After the new year Joker and Rafter Man fight through Hue. Their author Gustav Hasford did it over Tet 1968 as a United States Marine Corps combat correspondent.
Joker survives to patrol out from Khe Sanh Combat Base. He shoots his squad leader dead when a sniper wounds Cowboy as bait.
I laugh and laugh. The squad freezes with fear because the sniper is laughing with me. The sniper and I are laughing together and we know that sooner or later the squad will be laughing too.
Joker is still laughing when his next novel begins. Across the wire at Khe Sanh he is calling out the Phantom Blooper, the legendary white Viet Cong.
Captured, Joker himself makes friends with the Vietnamese communists. Rescued and discharged he flees Alabama toward the liberated zone.
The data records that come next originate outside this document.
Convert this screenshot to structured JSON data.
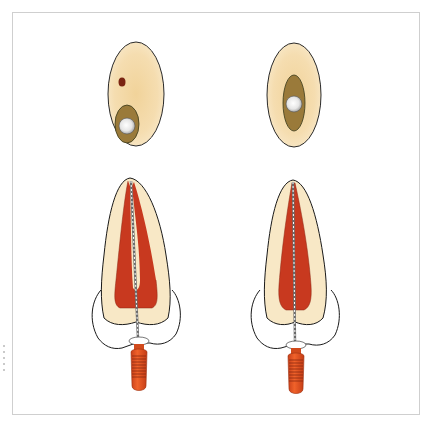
{
  "figure": {
    "panels": [
      {
        "id": "left",
        "cross_section": {
          "label": "Cross-section with separate canal (dark dot) and file in second canal"
        },
        "tooth": {
          "label": "Tooth with bifurcated pulp canal and file in one branch"
        }
      },
      {
        "id": "right",
        "cross_section": {
          "label": "Cross-section with single elongated canal containing file"
        },
        "tooth": {
          "label": "Tooth with single tapered canal and file centered"
        }
      }
    ]
  },
  "colors": {
    "dentin_fill": "#f8e8c6",
    "cross_section_fill": "#f3d9a6",
    "pulp": "#c8391f",
    "canal_olive": "#9a7a3a",
    "dark_dot": "#7a2412",
    "handle": "#e8541f",
    "handle_rings": "#8a2a10",
    "outline": "#1a1a1a",
    "frame": "#cfcfcf"
  }
}
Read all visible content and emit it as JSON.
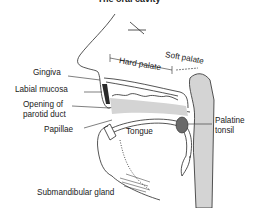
{
  "title": "The oral cavity",
  "labels": {
    "gingiva": "Gingiva",
    "labial_mucosa": "Labial mucosa",
    "parotid_1": "Opening of",
    "parotid_2": "parotid duct",
    "papillae": "Papillae",
    "tongue": "Tongue",
    "hard_palate": "Hard palate",
    "soft_palate": "Soft palate",
    "palatine_1": "Palatine",
    "palatine_2": "tonsil",
    "submandibular": "Submandibular gland"
  },
  "colors": {
    "line": "#2a2a2a",
    "fill": "#d4d4d4",
    "tonsil": "#6a6a6a"
  }
}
The only time I ever felt like I was being what an American should be and doing what an American should be doing was when I was a prisoner of the Viet Cong. I could be real there. I could be myself.
We never see Joker again. Gus Hasford died nineteen years ago this Sunday from diabetes then organ failure achieved with hamburgers, milk, cola and beer.
He lived in his car in Los Angeles while writing porn and developing The Short Timers in science fiction circles. He worked on its movie, published The Phantom Blooper, then started a hard-boiled series about a Marine who deals in books from the Old West.
It is a typical California twilight, clear, perfect, and balmy. You can smell sea air and pizza. White-clad window washers on scaffolds are lowering themselves down the face of the monstrous Tomb of the Unknown Veteran they call the Federal Building, a bald concrete monolith overlooking a veterans’ cemetery which extends to the horizon.
David A. Willson thinks that The Short-Timers is the great Viet Nam war novel. David doesn’t read them in French or Vietnamese but no one else will read more in English.
Jason Aaron has erected a website to his cousin with texts of all the novels and much more. For the next death anniversary Viet Nam Literature Project will review the criticism.